Did this coupon
work for you?
work for you?
Post Date | Sold By | Sale Price | Activity |
---|---|---|---|
03/24/23 | Amazon | $10 frontpage |
10 |
01/09/23 | Amazon | $10 frontpage |
18 |
08/05/22 | Amazon | $6.65 frontpage |
58 |
10/01/21 | Amazon | $8.31 |
1 |
07/28/21 | Amazon | $7.10 frontpage |
31 |
06/21/21 | Amazon | $8.45 Each frontpage |
17 |
03/03/21 | Amazon | $10.98 |
3 |
02/24/21 | Amazon | $10.98 |
2 |
02/09/21 | Amazon | $11 frontpage |
21 |
09/02/20 | Amazon | $10.98 |
1 |
Sold By | Sale Price |
---|---|
Amazon | $12.98 |
Sam's Club | $12.98 |
Office Depot and OfficeMax | $30.99 |
The link has been copied to the clipboard.
27 Comments
Your comment cannot be blank.
Featured Comments
80% of cyanide is metabolized outright by the liver into thiosulfate. Thiosulfate is pretty unremarkable except in extreme circumstances (ie: getting a direct IV drip at a high dose over an extended duration of time). An additional 1-10% of cyanide is metabolized to ACTA (some references actually report 15-20% metabolism, but I'm giving you the benefit of the doubt). As you can imagine, this actually leaves very little cyanide left which is why you don't hear many stories of subclinical (much less clinical) cyanide poisoning via almond consumption.
Furthermore, you cited the toxic blood concentration, but your math seems to treat the human body as a 1-compartment distribution model. However, most substances (including cyanide) do not follow a 1-compartment model. Stuff doesn't just stay in the blood after absorption. Instead, stuff will further distribute into cells, tissues, and other compartments in the body.
In our almond situation, the small amount of cyanide that your body fails to metabolize will largely distribute into cells and tissues. In fact, 70-96% of un-metabolized cyanide will distribute into cells and tissues, and that amount is not measured in a blood draw. Importantly, this distribution effect is accounted for when they set toxic blood concentrations for substances, and it's partly why the toxic blood concentration for cyanide is so low (because they know that cyanide distributes largely into your cells and tissues).
Here is the source I used for cyanide distribution and metabolism - https://www.ncbi.nlm.ni
It's also a number that's cited multiple times. Here's another article - https://www.ncbi.nlm.ni
Using your numbers for toxicity and human blood volume and taking the lowest scientifically known values for cyanide metabolism and subsequent distribution, 1 oz of almonds would come out to 0.041 mg in the entire body. This leads to a blood concentration of 0.00008316 mg/dL. If I were to eat 2.2 pounds (1 kg) of almonds in a day, this would still come out to 0.000182952 mg/dL. In fact, if I were to light it up and eat 100 kilos of sweet almonds in a rage-infused almond eating binge, I would still be an order of magnitude away from even starting to approach 30% of the number that you quoted as the early concentration of lethality (nevermind the normal concentration for lethality). And this is all with the most conservative numbers for cyanide metabolism and distribution.
Lastly, in case anyone is wondering, the enzymes used for metabolizing cyanide are not in short supply. Long term sweet almond exposure won't slowly whittle down a small temporary supply of enzymes. You will be fine.
However, if you feel that your cyanide metabolism may be specially impaired, you should certainly feel free to not buy these. I would appreciate having an extra bag for myself to eat.
Sign up for a Slickdeals account to remove this ad.
https://www.amazon.com/dp/B07NFQH...UTF8&
https://www.amazon.com/dp/B07NFQH...UTF8&
Sign up for a Slickdeals account to remove this ad.
If you have a dog, please google foods before giving to them, almonds are not okay for dogs
You'll probably want the double toasted marshmallow with solidified corn syrup Frappuccino version to hide all natural flavors.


Task to complete =
Your transcription must include every record word for word and no pictures.

(Stored data)
====
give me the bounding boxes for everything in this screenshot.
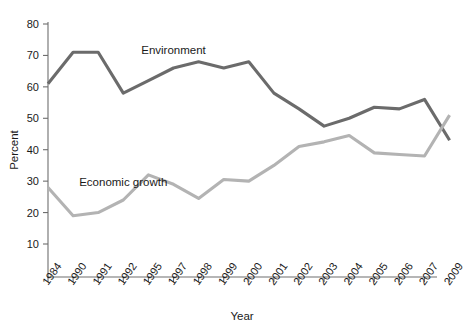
y-tick-label: 50 (27, 112, 39, 124)
y-axis-title: Percent (8, 129, 20, 169)
line-chart: 1020304050607080 19841990199119921995199… (0, 0, 474, 327)
x-tick-label: 1998 (190, 260, 214, 287)
y-tick-label: 70 (27, 49, 39, 61)
x-tick-label: 2007 (416, 260, 440, 287)
x-tick-label: 1999 (216, 260, 240, 287)
x-tick-label: 1991 (90, 260, 114, 287)
series-label-economic-growth: Economic growth (79, 176, 167, 188)
series-lines (48, 52, 450, 215)
x-tick-label: 2005 (366, 260, 390, 287)
y-tick-label: 40 (27, 144, 39, 156)
x-tick-label: 1992 (115, 260, 139, 287)
series-label-environment: Environment (141, 44, 206, 56)
x-tick-label: 2002 (291, 260, 315, 287)
x-tick-label: 1984 (40, 260, 64, 287)
x-axis-title: Year (230, 310, 253, 322)
x-tick-label: 2000 (241, 260, 265, 287)
y-axis-tick-labels: 1020304050607080 (27, 18, 39, 250)
y-tick-label: 20 (27, 207, 39, 219)
y-tick-label: 30 (27, 175, 39, 187)
x-tick-label: 1990 (65, 260, 89, 287)
series-line-environment (48, 52, 450, 140)
y-axis-ticks (43, 24, 48, 244)
y-tick-label: 10 (27, 238, 39, 250)
x-tick-label: 2004 (341, 260, 365, 287)
y-tick-label: 80 (27, 18, 39, 30)
y-tick-label: 60 (27, 81, 39, 93)
series-line-economic-growth (48, 115, 450, 216)
x-tick-label: 2001 (266, 260, 290, 287)
x-tick-label: 1997 (165, 260, 189, 287)
x-axis-tick-labels: 1984199019911992199519971998199920002001… (40, 260, 465, 287)
x-tick-label: 2006 (391, 260, 415, 287)
x-tick-label: 2003 (316, 260, 340, 287)
x-tick-label: 1995 (140, 260, 164, 287)
chart-container: 1020304050607080 19841990199119921995199… (0, 0, 474, 327)
x-tick-label: 2009 (441, 260, 465, 287)
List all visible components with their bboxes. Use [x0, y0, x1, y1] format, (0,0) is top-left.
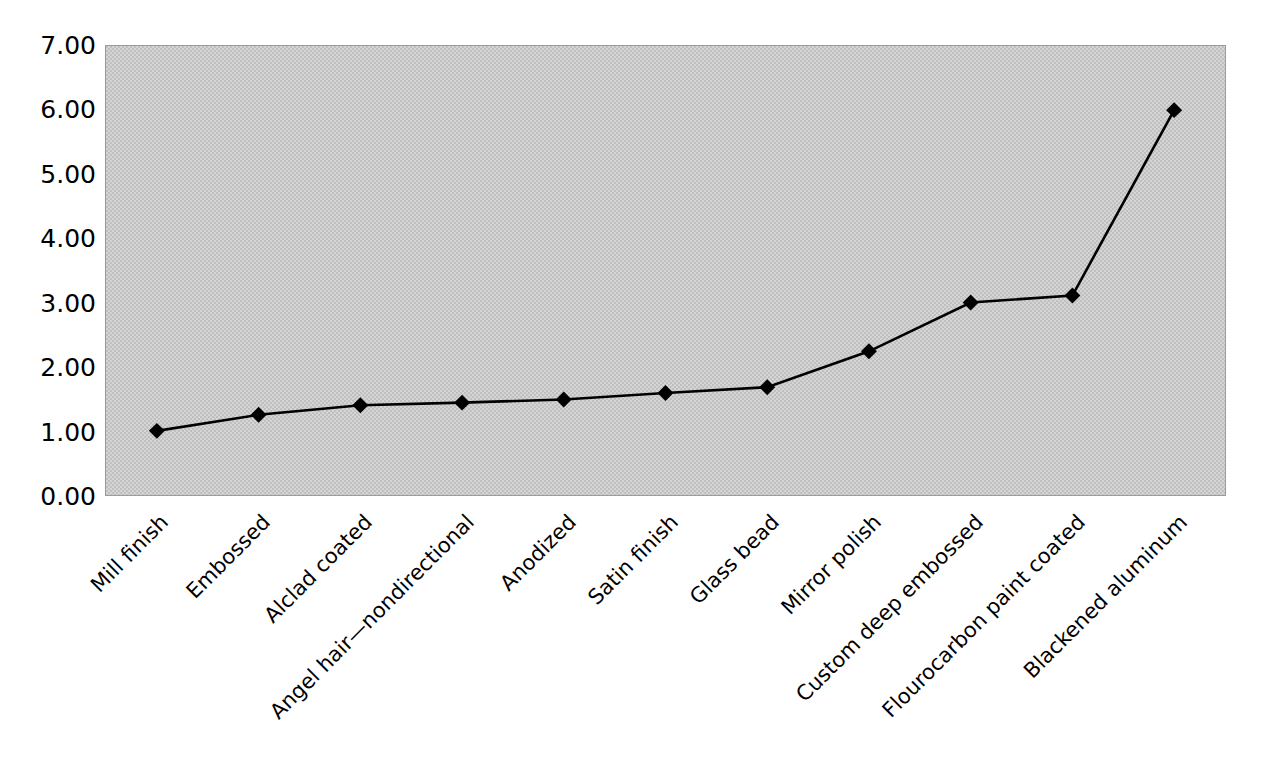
x-axis: Mill finishEmbossedAlclad coatedAngel ha… [0, 0, 1266, 768]
chart-container: 7.00 6.00 5.00 4.00 3.00 2.00 1.00 0.00 … [0, 0, 1266, 768]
====
Solution to this exercise =
give me the bounding boxes for everything in this screenshot.
y-tick-label: 50 (27, 112, 39, 124)
y-axis-title: Percent (8, 129, 20, 169)
line-chart: 1020304050607080 19841990199119921995199… (0, 0, 474, 327)
x-tick-label: 1998 (190, 260, 214, 287)
y-tick-label: 70 (27, 49, 39, 61)
x-tick-label: 2007 (416, 260, 440, 287)
x-tick-label: 1999 (216, 260, 240, 287)
x-tick-label: 1991 (90, 260, 114, 287)
series-label-economic-growth: Economic growth (79, 176, 167, 188)
series-lines (48, 52, 450, 215)
x-tick-label: 2005 (366, 260, 390, 287)
y-tick-label: 40 (27, 144, 39, 156)
x-tick-label: 1992 (115, 260, 139, 287)
series-label-environment: Environment (141, 44, 206, 56)
x-tick-label: 2002 (291, 260, 315, 287)
x-tick-label: 1984 (40, 260, 64, 287)
x-axis-title: Year (230, 310, 253, 322)
x-tick-label: 2000 (241, 260, 265, 287)
y-axis-tick-labels: 1020304050607080 (27, 18, 39, 250)
y-tick-label: 20 (27, 207, 39, 219)
y-tick-label: 30 (27, 175, 39, 187)
x-tick-label: 1990 (65, 260, 89, 287)
series-line-environment (48, 52, 450, 140)
y-axis-ticks (43, 24, 48, 244)
y-tick-label: 10 (27, 238, 39, 250)
x-tick-label: 2004 (341, 260, 365, 287)
y-tick-label: 80 (27, 18, 39, 30)
y-tick-label: 60 (27, 81, 39, 93)
series-line-economic-growth (48, 115, 450, 216)
x-tick-label: 2001 (266, 260, 290, 287)
x-tick-label: 1997 (165, 260, 189, 287)
x-axis-tick-labels: 1984199019911992199519971998199920002001… (40, 260, 465, 287)
x-tick-label: 2006 (391, 260, 415, 287)
x-tick-label: 2003 (316, 260, 340, 287)
x-tick-label: 1995 (140, 260, 164, 287)
chart-container: 1020304050607080 19841990199119921995199… (0, 0, 474, 327)
x-tick-label: 2009 (441, 260, 465, 287)
List all visible components with their bboxes. Use [x0, y0, x1, y1] format, (0,0) is top-left.
x-axis: Mill finishEmbossedAlclad coatedAngel ha… [0, 0, 1266, 768]
chart-container: 7.00 6.00 5.00 4.00 3.00 2.00 1.00 0.00 … [0, 0, 1266, 768]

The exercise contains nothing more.